From the early 1700s until about 1830, the education of American girls from well-to-do families emphasized reading, writing, simple arithmetic, and needlework. For these girls, a finely worked embroidery worthy of being framed in their homes served as a kind of diploma. The samplers and silk-on-silk embroideries demonstrated both their mastery of an important practical skill and that they had achieved the self-discipline and refinement expected of the most privileged girls and young women in early American society. Juxtaposing historic embroideries with contemporary ones by the feminist artist Elaine Reichek, Painted with Silk draws attention to cultural assumptions and values related to gender, race, and class.

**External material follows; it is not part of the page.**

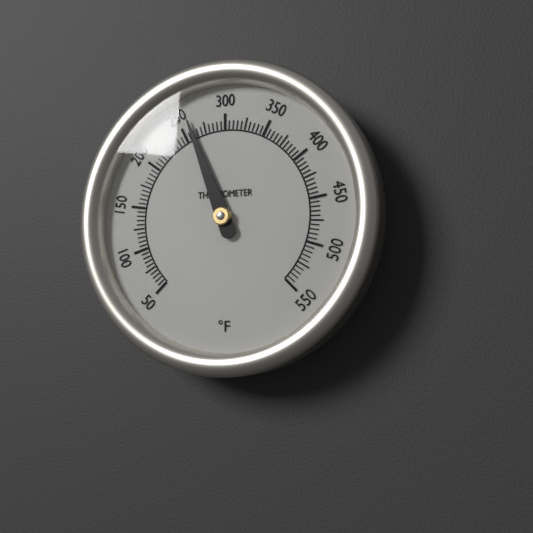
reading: 260 °F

Exhibitions at the Detroit Institute of Arts present opportunities to encourage inquiry about ourselves, our history, and our world, and this wonderful presentation is a rare chance to learn more about this important American artform said DIA Director Salvador Salort-Pons. The historic and contemporary embroideries displayed in the exhibition will highlight ways in which our values and assumptions are both like and unlike those of earlier Americans.
Except for one painting and two early English samplers drawn from the DIAs own collection, all the works in the show were hand-crafted by American school age girls between 1740 and about 1830. Embroidered with fine silk threads on linen, wool, or silk supports, and often framed for display, many of these embroideries became treasured family heirlooms which were passed from generation to generation. Since the early 1900s the most charming and beautiful of them have been sought out by collectors who treasured them as evidence of the skill and values of early American women. Almost all of the embroideries in Painted with Silk are on loan from private collectors eager to share their treasures with the DIA community.
The exhibition is installed in three galleries, beginning with simpler embroideries which were used to teach the alphabet and numbers, and leading to larger and more complex embroideries made with more complex stitches and paint to create more complicated pictures illustrating stories from the Hebrew and Christian Bible or contemporary literature. Many represent home as a place of safety and love. Others emphasize virtues, such as the need to obey and respect parents, teachers and other figures of authority. Some of the largest and most complicated celebrate famous women who sacrificed themselves for the good of their children or husbands.
Alongside the historic works, the exhibition presents a selection of contemporary embroideries by the acclaimed artist Elaine Reichek. Reichek originally trained as a painter but gave up the practice for embroidery - a medium historically associated with women and dismissed as a craft rather than art. Adapting the form of nineteenth-century schoolgirl samplers, Reichek developed a distinctive visual language which she uses to critique culturally dominant assumptions about society, gender, identity, and culture.
Early American embroideries are fascinating survivors from our nations past, said Kenneth John Myers, the DIAs Byron and Dorothy Gerson Curator of American Art. Often very beautiful, they are also inherently fragile. Silk threads can get stained, unravel, break or fade. Many surviving embroideries are in poor condition. But thanks to the generosity of several private collectors, the DIA team has been able to share an unusually large selection of very accomplished embroideries in exceptionally fine condition. And the embroideries by Reichek are fabulous.